Told baldly, the story of the murder, drawn from accounts written decades later, is unconvincing, scarcely credible in detail. If James found time to tear up the floorboards, wouldn’t he also have had time to seize sword and shield or summon help – not all his retainers or members of his household can have been in on the plot – even put on armour? It seems probable that the version we have is that authorised by his widow, Queen Joan, and that it was framed, or spun, so as to emphasise the wicked treachery of the assassins and the heroism of the King, thus deepening the pathos. The nineteenth-century historian Andrew Lang, who called James ‘the ablest and not the most scrupulous of the Stewarts’, hints at this: ‘the dramatic story of his death had won him a sympathy which his aims deserve better than his methods’. This judgement may be too harsh. Certainly when the citizens of Perth learned of the murder, they hurried to the abbey calling for vengeance. The conspirators, alarmed by this incursion, took flight and made for the hills.
James had been harsh, cruel, overbearing, careless of what his nobles considered to be their rights. He had failed to practise the necessary art of conciliation, had made his determination to exercise his authority to the full all too obvious, and in doing so had rendered his nobles insecure. Yet this was only a murder, not a
coup d’état
, for the conspirators had made no provision to seize power. Perhaps they expected that the murder would be popular. If so, they were mistaken. Within a month, James’s six-year-old son was crowned king. Only the decision to hold the ceremony at Holyrood, so much further from the Highland Line and from the estates of some of the conspirators than Scone, traditional crowning-place of Scottish kings, suggests that there was any apprehension about the future of the dynasty.

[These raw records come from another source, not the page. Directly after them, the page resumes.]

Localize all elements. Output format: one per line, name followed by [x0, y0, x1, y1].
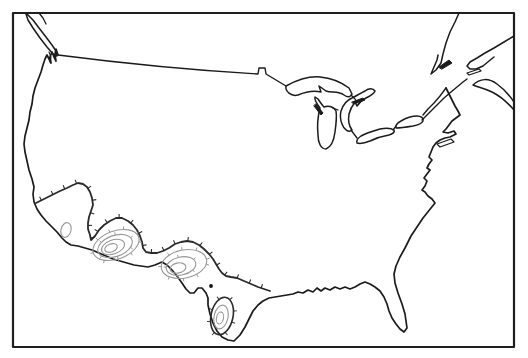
- maine-border: [423, 88, 446, 115]
- stx-contour-ring-1-tick: [216, 297, 219, 300]
- lake-erie: [357, 128, 395, 143]
- wtx-contour-ring-2: [164, 254, 197, 278]
- map-frame: [13, 13, 514, 347]
- az-contour-ring-4: [104, 242, 119, 254]
- density-contour-outer: [36, 183, 270, 291]
- density-contour-outer-tick: [92, 200, 96, 201]
- density-contour-outer-tick: [200, 242, 202, 245]
- lake-ontario: [396, 116, 423, 128]
- lake-huron: [340, 89, 375, 131]
- wtx-contour-ring-3: [169, 261, 187, 274]
- wtx-contour-ring-2-tick: [177, 275, 178, 278]
- az-contour-ring-1-tick: [131, 253, 133, 256]
- wtx-contour-ring-1-tick: [167, 253, 169, 256]
- wtx-contour-ring-2-tick: [193, 258, 195, 260]
- nova-scotia: [473, 80, 514, 110]
- wtx-contour-ring-1-tick: [206, 264, 209, 266]
- az-contour-ring-1-tick: [118, 259, 119, 262]
- vancouver-island: [26, 14, 57, 56]
- lake-superior: [286, 77, 352, 97]
- prince-edward-island: [467, 69, 481, 75]
- locality-point-marker: [209, 284, 213, 288]
- wtx-contour-ring-2-tick: [193, 270, 195, 272]
- canada-border-line: [58, 55, 286, 86]
- density-contour-outer-tick: [143, 245, 147, 246]
- wtx-contour-ring-1-tick: [168, 277, 170, 280]
- stx-contour-ring-3: [215, 311, 224, 324]
- stx-contour-ring-1-tick: [230, 297, 233, 300]
- wtx-contour-ring-1-tick: [183, 278, 184, 281]
- mackinac-channel: [333, 108, 338, 110]
- figure-page: [0, 0, 528, 358]
- density-contour-outer-tick: [105, 219, 107, 222]
- density-contour-outer-tick: [88, 186, 91, 188]
- stx-contour-ring-1-tick: [225, 332, 228, 335]
- density-contour-outer-tick: [131, 220, 133, 223]
- az-contour-ring-1-tick: [109, 230, 110, 233]
- az-contour-ring-2-tick: [117, 256, 118, 258]
- wtx-contour-ring-1-tick: [196, 248, 198, 251]
- density-contour-outer-tick: [249, 280, 251, 284]
- map-svg: [0, 0, 528, 358]
- lake-michigan: [315, 97, 337, 149]
- density-contour-outer-tick: [173, 240, 175, 244]
- density-contour-outer-tick: [188, 237, 189, 241]
- gaspe-peninsula: [467, 36, 514, 69]
- stx-contour-ring-1-tick: [212, 332, 214, 335]
- stx-contour-ring-1: [207, 295, 236, 337]
- density-contour-outer-tick: [95, 229, 98, 231]
- wtx-contour-ring-2-tick: [177, 255, 178, 258]
- az-contour-ring-1-tick: [90, 252, 93, 253]
- wtx-contour-ring-1-tick: [206, 258, 209, 259]
- az-contour-ring-2-tick: [130, 247, 132, 249]
- wtx-contour-ring-1-tick: [181, 247, 182, 250]
- us-coast-outline: [24, 49, 460, 341]
- bc-coast-line: [39, 13, 46, 24]
- us-distribution-map: [0, 0, 528, 358]
- density-contour-outer-tick: [237, 274, 238, 278]
- stclair-channel: [351, 130, 357, 138]
- density-contour-outer-tick: [75, 180, 76, 184]
- density-contour-outer-tick: [91, 237, 95, 238]
- density-contour-outer-tick: [225, 272, 227, 275]
- az-contour-ring-2-tick: [100, 256, 102, 258]
- az-contour-ring-2-tick: [99, 240, 101, 243]
- density-contour-outer-tick: [209, 252, 212, 255]
- az-contour-ring-2-tick: [130, 236, 133, 238]
- az-contour-ring-1-tick: [96, 237, 98, 240]
- density-contour-outer-tick: [217, 263, 220, 265]
- density-contour-outer-tick: [63, 185, 65, 189]
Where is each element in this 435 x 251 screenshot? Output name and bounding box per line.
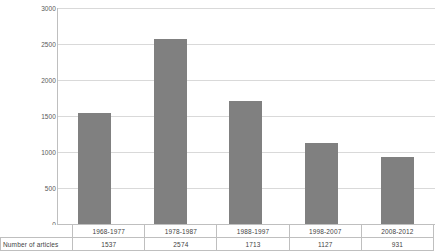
ytick-label-3000: 3000 [4, 5, 56, 12]
value-cell-2: 2574 [145, 238, 217, 251]
value-cell-3: 1713 [217, 238, 289, 251]
category-cell-4: 1998-2007 [289, 225, 361, 238]
bar-1968-1977[interactable] [78, 113, 111, 224]
category-cell-1: 1968-1977 [73, 225, 145, 238]
bar-slot-1988-1997 [208, 8, 284, 224]
table-row-values: Number of articles 1537 2574 1713 1127 9… [1, 238, 434, 251]
value-cell-1: 1537 [73, 238, 145, 251]
bar-1978-1987[interactable] [154, 39, 187, 224]
value-cell-5: 931 [361, 238, 433, 251]
table-row-header: Number of articles [1, 238, 73, 251]
bar-slot-1998-2007 [284, 8, 360, 224]
bar-2008-2012[interactable] [381, 157, 414, 224]
table-row-categories: 1968-1977 1978-1987 1988-1997 1998-2007 … [1, 225, 434, 238]
bar-1998-2007[interactable] [305, 143, 338, 224]
ytick-label-500: 500 [4, 185, 56, 192]
ytick-label-1000: 1000 [4, 149, 56, 156]
ytick-label-2500: 2500 [4, 41, 56, 48]
table-corner-cell [1, 225, 73, 238]
value-cell-4: 1127 [289, 238, 361, 251]
bar-slot-2008-2012 [359, 8, 435, 224]
plot-area: 3000 2500 2000 1500 1000 500 0 [0, 0, 435, 225]
bar-chart-figure: 3000 2500 2000 1500 1000 500 0 [0, 0, 435, 251]
category-cell-2: 1978-1987 [145, 225, 217, 238]
bar-slot-1968-1977 [57, 8, 133, 224]
bars-layer [57, 0, 435, 225]
data-table: 1968-1977 1978-1987 1988-1997 1998-2007 … [0, 224, 434, 251]
bar-slot-1978-1987 [133, 8, 209, 224]
bar-1988-1997[interactable] [229, 101, 262, 224]
ytick-label-1500: 1500 [4, 113, 56, 120]
category-cell-5: 2008-2012 [361, 225, 433, 238]
ytick-label-2000: 2000 [4, 77, 56, 84]
category-cell-3: 1988-1997 [217, 225, 289, 238]
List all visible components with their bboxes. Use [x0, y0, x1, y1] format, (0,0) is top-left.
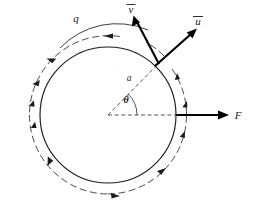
- velocity-v-shaft: [137, 22, 159, 64]
- arc-arrowhead-lower-right: [157, 168, 166, 175]
- outer-dashed-arc-right: [172, 69, 187, 115]
- label-angle-theta: θ: [123, 94, 129, 105]
- arc-arrowhead-lower-left: [48, 157, 54, 166]
- velocity-vector-v: [132, 16, 159, 65]
- radius-line-a: [108, 61, 161, 115]
- arc-arrowhead-bottom: [111, 193, 120, 198]
- force-vector-F: [176, 111, 229, 120]
- label-velocity-v-group: v: [127, 3, 136, 15]
- label-radius-a: a: [127, 73, 132, 83]
- arc-arrowhead-right-mid: [182, 101, 187, 108]
- arc-arrowhead-right-lower: [180, 131, 185, 138]
- velocity-vector-u: [155, 29, 197, 67]
- arc-arrowhead-top: [104, 33, 113, 38]
- label-charge-q: q: [73, 12, 79, 24]
- arc-arrowhead-left-upper: [33, 80, 40, 86]
- ring-force-diagram: q v u a θ F: [0, 0, 262, 219]
- force-vector-arrowhead: [218, 111, 229, 120]
- arc-arrowhead-left-mid: [29, 100, 35, 107]
- theta-angle-arc: [128, 94, 137, 115]
- arc-arrowhead-left-lower: [31, 122, 37, 128]
- arc-arrowhead-upper-left: [47, 59, 57, 64]
- label-velocity-u-group: u: [193, 15, 203, 27]
- figure-canvas: q v u a θ F: [0, 0, 262, 219]
- label-force-F: F: [234, 109, 242, 121]
- velocity-u-shaft: [155, 34, 191, 66]
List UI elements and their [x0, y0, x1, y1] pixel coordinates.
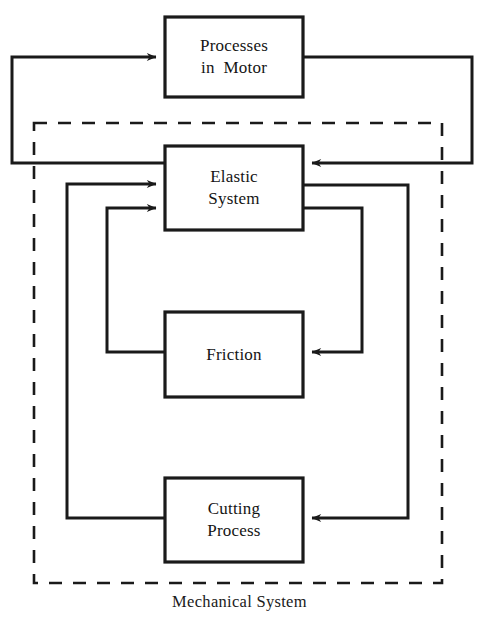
mechanical-system-caption: Mechanical System [0, 592, 479, 612]
block-elastic-system[interactable] [165, 146, 303, 230]
diagram-canvas: Processes in Motor Elastic System Fricti… [0, 0, 479, 632]
connector-processes-to-elastic [303, 57, 472, 163]
block-processes-in-motor[interactable] [165, 17, 303, 97]
block-cutting-process[interactable] [165, 478, 303, 562]
diagram-svg [0, 0, 479, 632]
block-friction[interactable] [165, 312, 303, 397]
connector-elastic-to-friction [303, 208, 362, 352]
connector-friction-to-elastic [107, 208, 165, 352]
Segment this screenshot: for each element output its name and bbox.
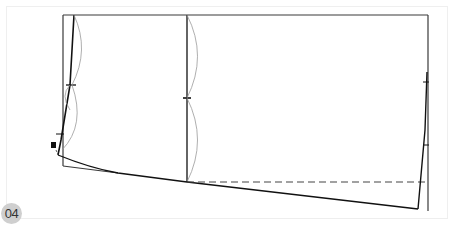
guide-curves-left (62, 15, 82, 150)
marker-square (51, 142, 56, 148)
caption-divider (22, 218, 448, 219)
front-edge-line (418, 72, 427, 209)
pattern-diagram (0, 0, 453, 225)
figure-number-badge: 04 (1, 203, 22, 224)
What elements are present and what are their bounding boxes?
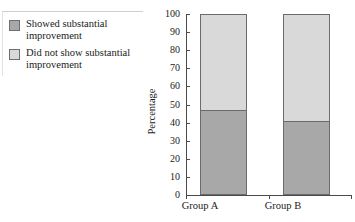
bar-segment-no-improvement-a <box>201 15 246 110</box>
y-axis-title: Percentage <box>146 73 157 151</box>
y-axis-ticks: 100 90 80 70 60 50 40 30 20 10 0 <box>160 10 186 195</box>
y-tick-label-50: 50 <box>170 100 180 110</box>
bar-group-b[interactable] <box>283 14 330 195</box>
x-tickmark-right <box>351 195 352 199</box>
legend-label-showed-improvement: Showed substantial improvement <box>26 18 138 41</box>
legend-swatch-icon-light <box>9 49 20 60</box>
x-tick-label-group-a: Group A <box>157 200 243 212</box>
y-tick-label-20: 20 <box>170 154 180 164</box>
x-tickmark-left <box>186 195 187 199</box>
y-tick-label-70: 70 <box>170 63 180 73</box>
y-tick-label-30: 30 <box>170 136 180 146</box>
y-tick-label-80: 80 <box>170 45 180 55</box>
bar-group <box>186 14 352 195</box>
legend-item-showed-improvement: Showed substantial improvement <box>9 18 143 41</box>
bar-group-a[interactable] <box>200 14 247 195</box>
legend-item-no-improvement: Did not show substantial improvement <box>9 47 143 70</box>
y-tick-label-100: 100 <box>165 9 180 19</box>
y-tick-label-60: 60 <box>170 81 180 91</box>
legend-swatch-icon-dark <box>9 20 20 31</box>
plot-area: Percentage 100 90 80 70 60 50 40 30 20 1… <box>138 10 355 222</box>
legend-label-no-improvement: Did not show substantial improvement <box>26 47 138 70</box>
chart-legend: Showed substantial improvement Did not s… <box>2 11 143 76</box>
y-tick-label-90: 90 <box>170 27 180 37</box>
chart-figure: Showed substantial improvement Did not s… <box>0 0 355 222</box>
y-tick-label-10: 10 <box>170 172 180 182</box>
bar-segment-showed-improvement-a <box>201 110 246 194</box>
bar-segment-no-improvement-b <box>284 15 329 121</box>
bar-segment-showed-improvement-b <box>284 121 329 194</box>
y-tick-label-0: 0 <box>175 190 180 200</box>
y-tick-label-40: 40 <box>170 118 180 128</box>
x-tick-label-group-b: Group B <box>240 200 326 212</box>
x-tickmark-middle <box>269 195 270 199</box>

The murderers were soon rounded up and dealt with. They were first tortured, as an act of revenge, but also in an attempt to discover how widespread the conspiracy had been, and then executed. Sir Robert Graham, the instigator of the murder, defended his action vigorously, declaring that he had renounced his allegiance to King James and was thereby entitled to slay him. His memory would, he said, be honoured as a tyrannicide. But he deceived himself. A popular rhyme expressed the general opinion: ‘Robert Graham, / That slew our king, / God Grant him shame!’ The aged Earl of Atholl protested his innocence; in vain. It was impossible to believe that he was not privy to the conspiracy, even if he took no part in the actual murder. In fact he admitted that his son, Sir Robert Stewart, had told him of the plot, but pathetically maintained that he had tried to dissuade him. In the belief that the old man had been the designated successor, a crown of red-hot iron was placed on his head. By her swift severity, inspired perhaps by grief for the husband who had celebrated her beauty in his verse, Queen Joan, the regent, not only assured her son’s succession; she all but completed the destruction of the Stewart cousinship that her husband had begun with the execution of Albany and his sons thirteen years before. Only Malise Graham, Earl of Strathearn, survived in the male line of descent from Robert II and Euphemia Ross, but he was still a prisoner-hostage in England, and Queen Joan could rely on her Beaufort relations to see that he remained there.